A Better Way to Measure Users’ Content Engagement

A pretty common need for content-driven websites is to know how well their long-form text content engages visitors. Content is the lifeblood of their value proposition, and provides the pageviews and return visits that justify investments from advertisers. This got me thinking about ways to use Google Analytics to measure this in a more accurate way than currently exists.

Right now, content marketers are stuck with the rather crude “time on page”, “time on site”, and “pages per session” metrics. Time on page or time on site, for example, measure visitors on the site, but measure them whether or not they have actual content on screen. Pages per session can include pages that have nothing to do with content, such as “About Us” or “Contact” pages. There has to be a better, more precise, and more useful way to crack this puzzle.

I would propose a better way: we could measure how long the “container” for our main piece of content is visible to the visitor and has been on screen. We can measure this by page or by session, just as we do with time on page and time on site, but the main difference is that we are only measuring what is relevant to provide us feedback as to how engaging content is or how long our audience takes to read it.

What would we need in order to do this? We would need to add a CSS “id” tag to the HTML container that our content will be displayed in. We would also need to ensure that tag only appears when the content inside the container is the actual blog post.

The next step would be to come up with a mechanism that does the following for us:

  1. Watches for the presence of the container on screen (inside the browser viewport).
  2. Records the time the container was first visible on screen.
  3. Records the time at which the container stopped being visible on screen or the time at which the visitor navigated away from the page or the website.
  4. Subtracts the time the container was first visible from the time the container was last visible in order to get the amount of time the container was on screen.
  5. Sends the data to Google Analytics as an Event when the page changes so we can get data for a per-page “time on content”. We’ll need to be able to briefly intercept the user’s navigation, make the calculation, fire off our Google Analytics data, and then let the visitor continue onto their original destination. It’s possible, and it’s been done before to implement “outbound link” tracking on other websites.
  6. Sets a visit-level cookie to add the amount of time content was visible to a running total so we can get the per-session “time on content”. Divide this by the number of pages
  7. Sends the data to Google Analytics as an Event when the page changes so we can get data for a per-session “average time on content”. Again, we’ll need to intercept the user’s navigation to calculate and send the data to Google Analytics.

It would also be important to set a maximum amount of time in case a user leaves the page open in the background. Consider getting someone else who is less used to reading content on the Internet to read a selection of articles of varying length on your website while timing themselves. The amount of time it takes that person to read each of the articles can be averaged out to provide you with a benchmark for how long the average user might take to read the article. Add a few seconds to that average, and then use the resulting number as your “time-out”.

So there you have it: an idea for more effectively defining and measuring visitor engagement with text-based content like blogs, articles, or essays, on a website whose central value proposition is based on that content.

The more we know about how visitors are using content, and the more accurate that knowledge is, the better we can find out what sort of content works best for our target audience and adjust our strategy and posting schedules accordingly. Content may be king, but data is its queen.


Task item =>
Without any pictures, retype exactly the lines that begin at the one holding "Find the location of a particular element. The" and end at the last line of the data below.

Saved data entries:
>>>

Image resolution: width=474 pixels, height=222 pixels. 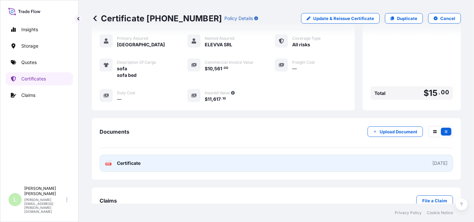 I want to click on a: Certificates, so click(x=39, y=79).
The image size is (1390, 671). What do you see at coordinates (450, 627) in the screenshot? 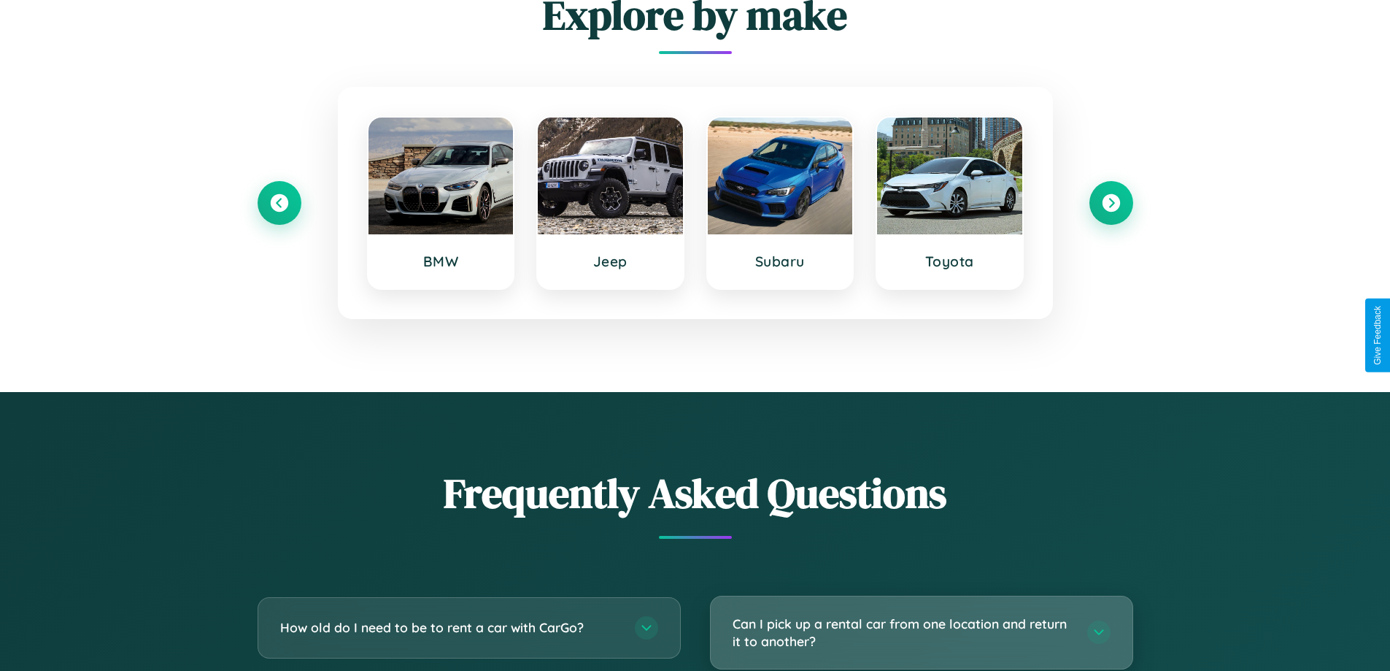
I see `h3: How old do I need to be to rent a car with CarGo?` at bounding box center [450, 627].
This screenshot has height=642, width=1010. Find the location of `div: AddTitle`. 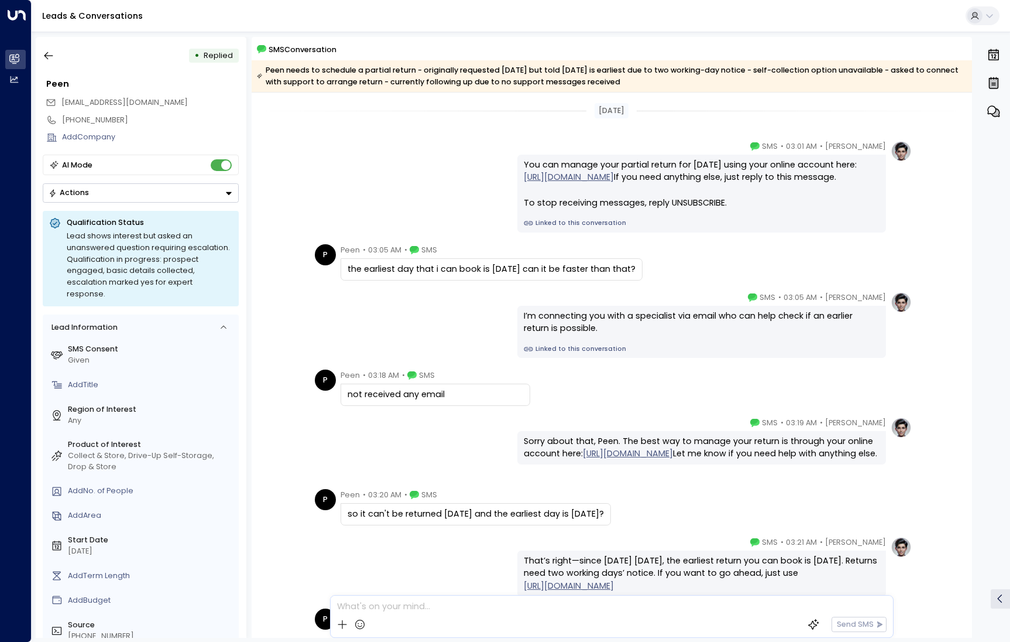

div: AddTitle is located at coordinates (151, 385).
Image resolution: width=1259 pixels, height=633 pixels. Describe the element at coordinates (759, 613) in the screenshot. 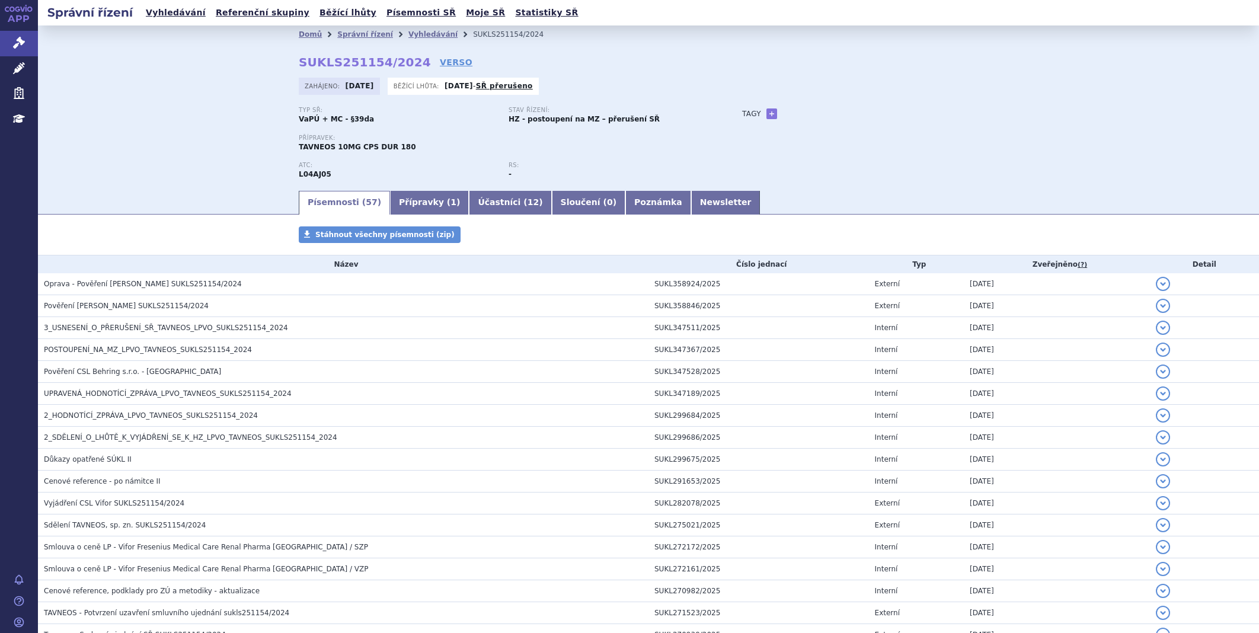

I see `td: SUKL271523/2025` at that location.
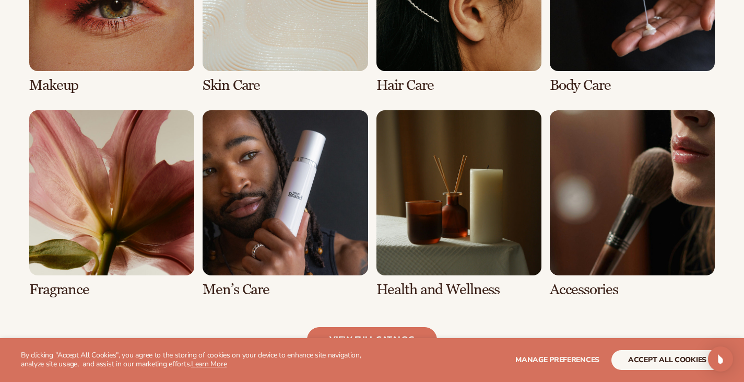 This screenshot has width=744, height=382. I want to click on div: 7 / 8, so click(459, 204).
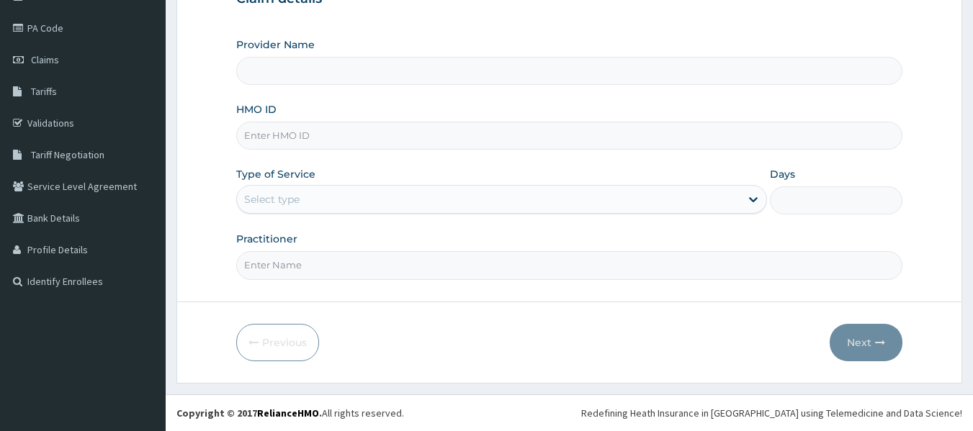 The width and height of the screenshot is (973, 431). What do you see at coordinates (45, 60) in the screenshot?
I see `span: Claims` at bounding box center [45, 60].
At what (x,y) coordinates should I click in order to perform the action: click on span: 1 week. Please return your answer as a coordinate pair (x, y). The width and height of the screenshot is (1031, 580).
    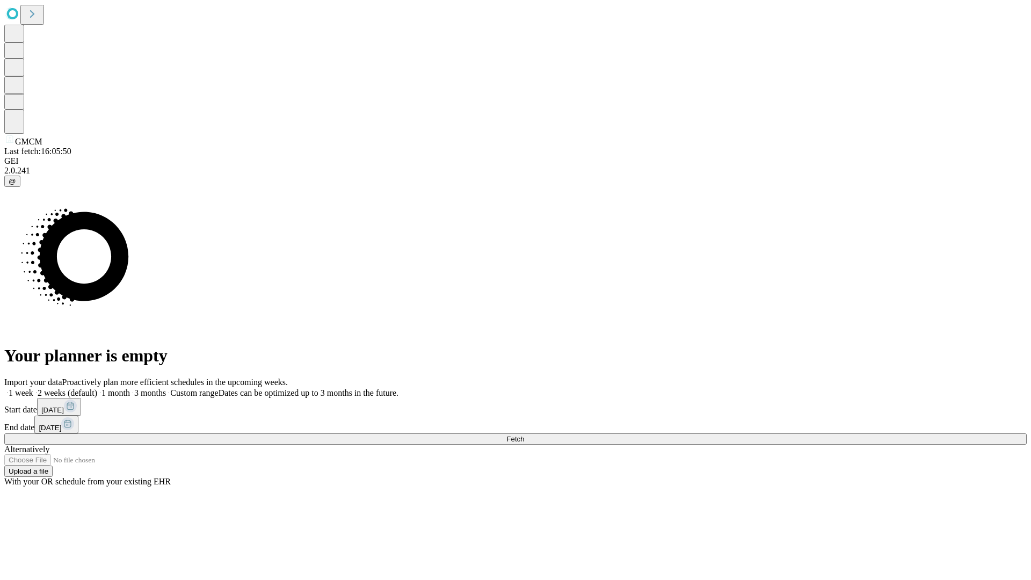
    Looking at the image, I should click on (21, 393).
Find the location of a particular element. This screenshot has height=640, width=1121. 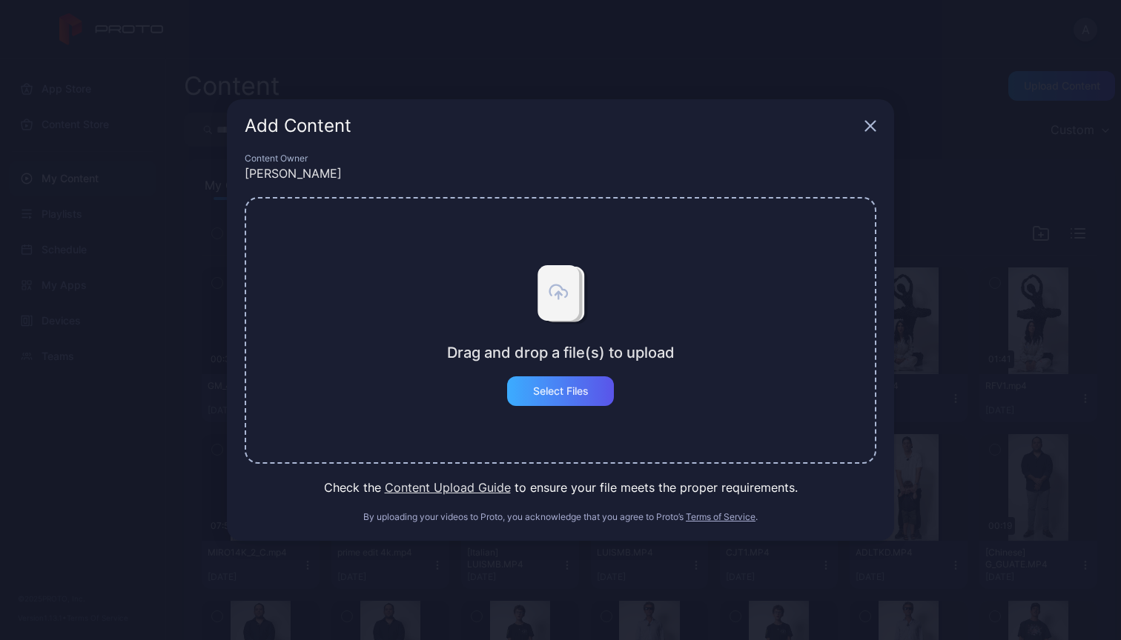

div: Drag and drop a file(s) to upload is located at coordinates (560, 353).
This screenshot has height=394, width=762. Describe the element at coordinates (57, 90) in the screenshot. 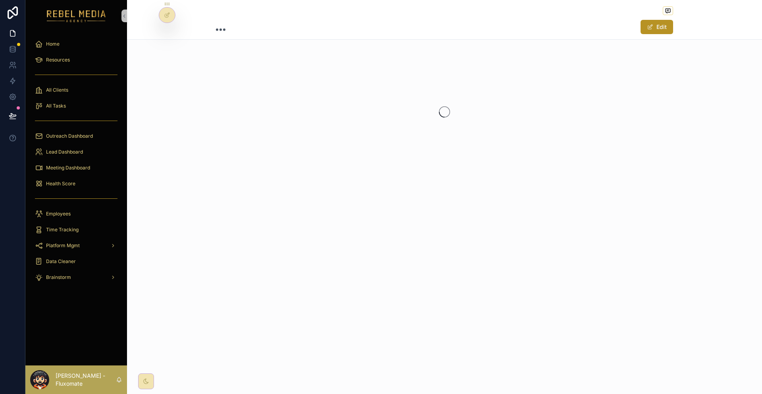

I see `span: All Clients` at that location.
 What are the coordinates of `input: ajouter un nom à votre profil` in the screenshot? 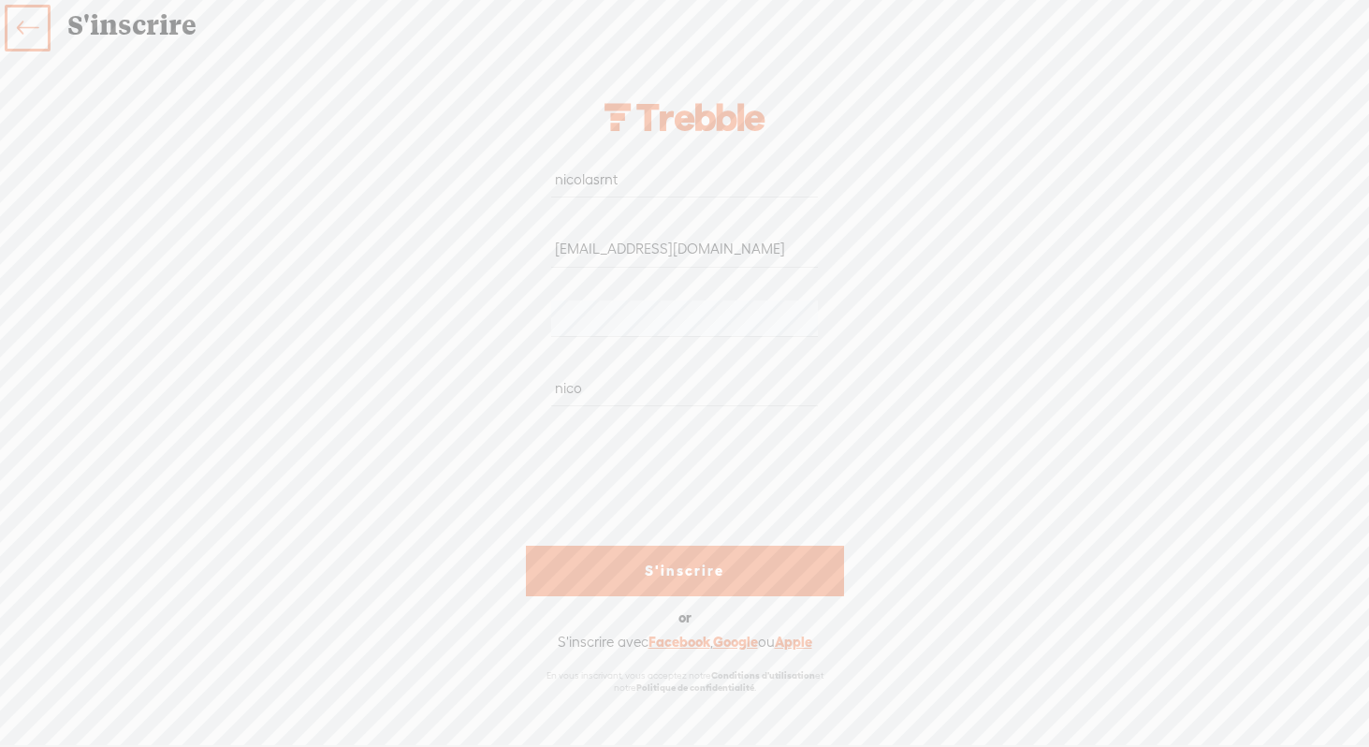 It's located at (684, 388).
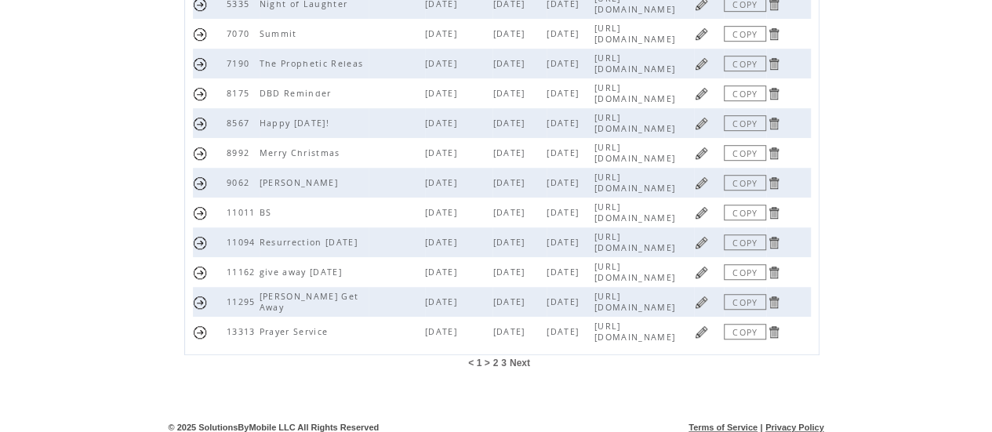 This screenshot has height=432, width=992. I want to click on span: 8992, so click(240, 153).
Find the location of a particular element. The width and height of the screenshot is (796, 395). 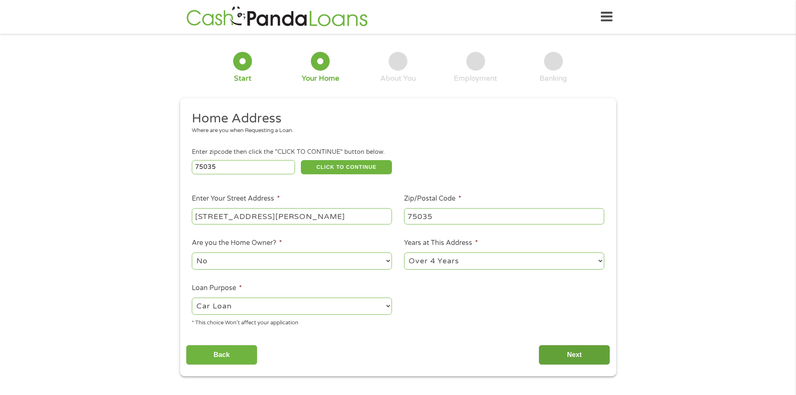

div: Employment is located at coordinates (475, 79).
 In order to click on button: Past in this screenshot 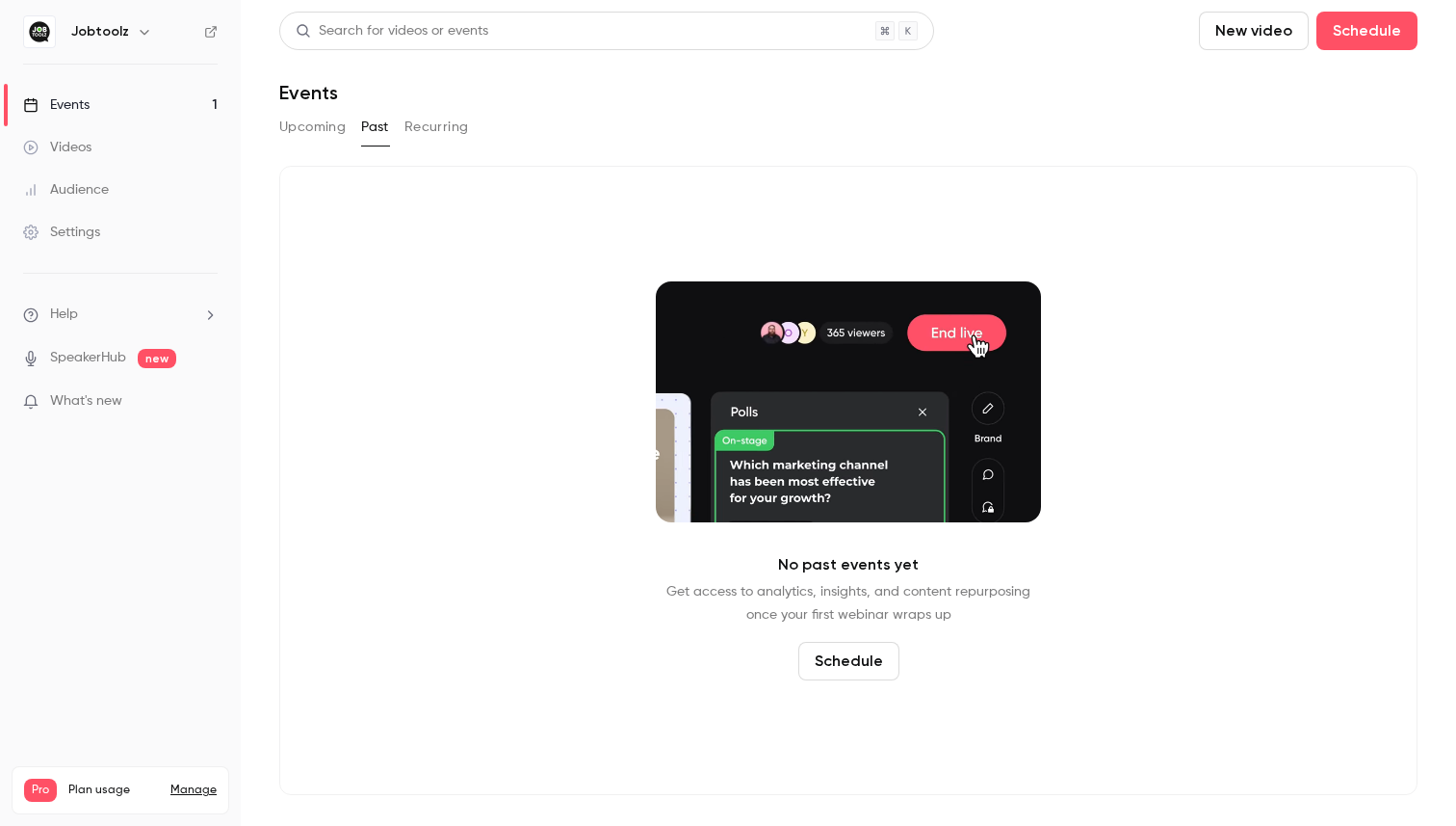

<<<

Answer for the task =>
Find the location of a particular element. The width and height of the screenshot is (796, 395). 

div: Employment is located at coordinates (475, 79).
 In order to click on button: Past in this screenshot 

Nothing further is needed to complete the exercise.